The helix is already pretty long, so maybe layernorm is responsible?
E.g. to do position-independent look-back we want the geometry of the embedding to be invariant to some euclidean embedding of the 1D translation group. If you have enough space handy it makes sense for this to be a line. But if you only have a bounded region to work with, and you want to keep the individual position embeddings a certain distance apart, you are forced to “curl” the line up into a more complex representation (screw transformations) because you need the position-embedding curve to simultaneously have high length while staying close to the origin.
Actually, layernorms may directly ruin the linear case by projecting it away, so you actually want an approximate group-symmetry that lives on the sphere. In this picture the natural shape for shorter lengths is a circle, and for longer lengths we are forced to stretch it into a separate dimension if we aren’t willing to make the circle arbitrarily dense.
People here describe themselves as “pessimistic” about a variety of aspects of AI risk on a very regular basis, so this seems like an isolated demand for rigor.
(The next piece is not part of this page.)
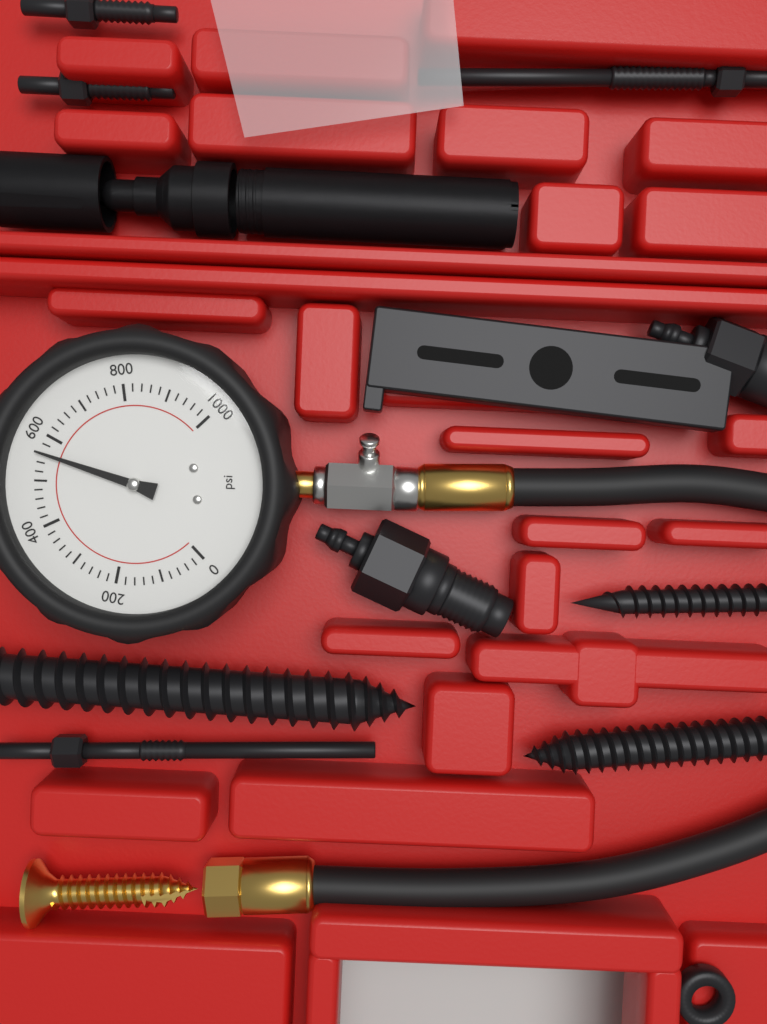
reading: 560 psi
This seems like a weird bait and switch to me, where an object-level argument is only ever allowed to conclude in a neutral middle-ground conclusion. A “neutral, balanced view of possibilities” is absolutely allowed to end on a strong conclusion without a forest of caveats. You switch your reading of “optimism” partway through this paragraph in a way that seems inconsistent with your earlier comment, in such a way that smuggles in the conclusion “any purely factual argument will express a wide range of concerns and uncertainties, or else it is biased”.